Segment Open

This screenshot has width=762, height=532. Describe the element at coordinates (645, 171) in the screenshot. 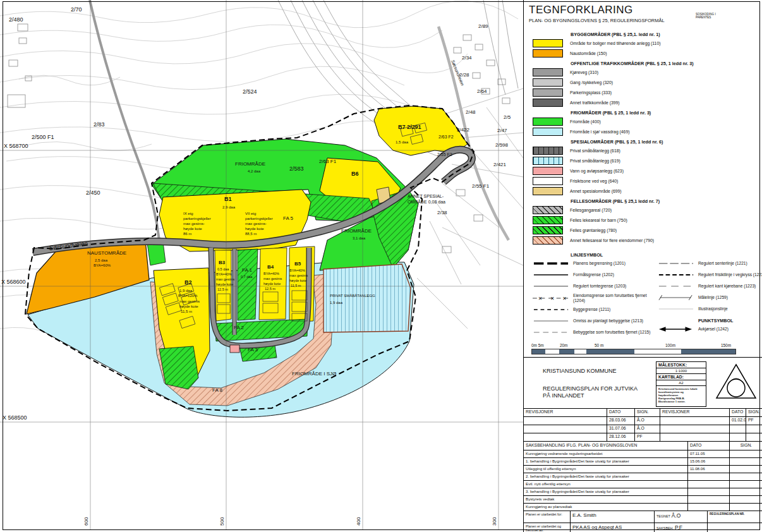

I see `legend-item: Vann og avløpsanlegg (623)` at that location.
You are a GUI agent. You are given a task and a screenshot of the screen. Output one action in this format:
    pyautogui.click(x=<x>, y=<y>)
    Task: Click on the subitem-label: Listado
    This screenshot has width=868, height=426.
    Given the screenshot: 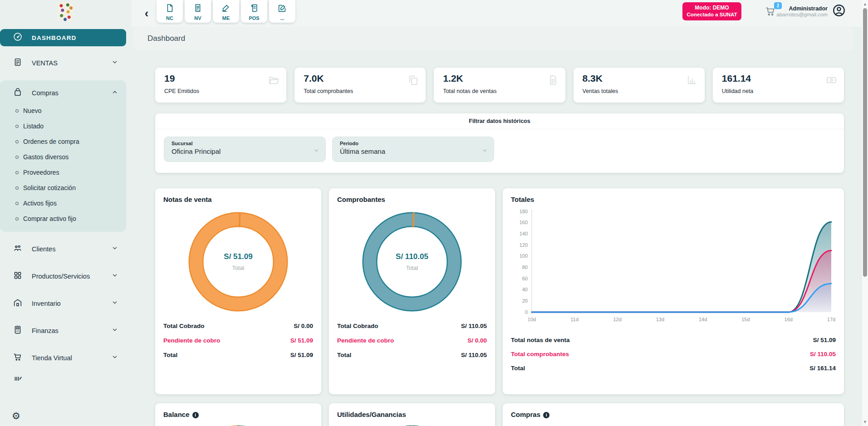 What is the action you would take?
    pyautogui.click(x=34, y=126)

Segment Closed

■ **WHAT YOU NEED TO DO**: Transcribe only these lines, exactly: the first line of the listing, every line after it, and the line with "This screenshot has width=868, height=426.", where the copy ends. Include no picture.

■ **FINISHED TASK**:
This screenshot has width=762, height=532. Describe the element at coordinates (645, 171) in the screenshot. 

I see `legend-item: Vann og avløpsanlegg (623)` at that location.
You are a GUI agent. You are given a task and a screenshot of the screen. Output one action in this format:
    pyautogui.click(x=<x>, y=<y>)
    Task: Click on the subitem-label: Listado
    This screenshot has width=868, height=426.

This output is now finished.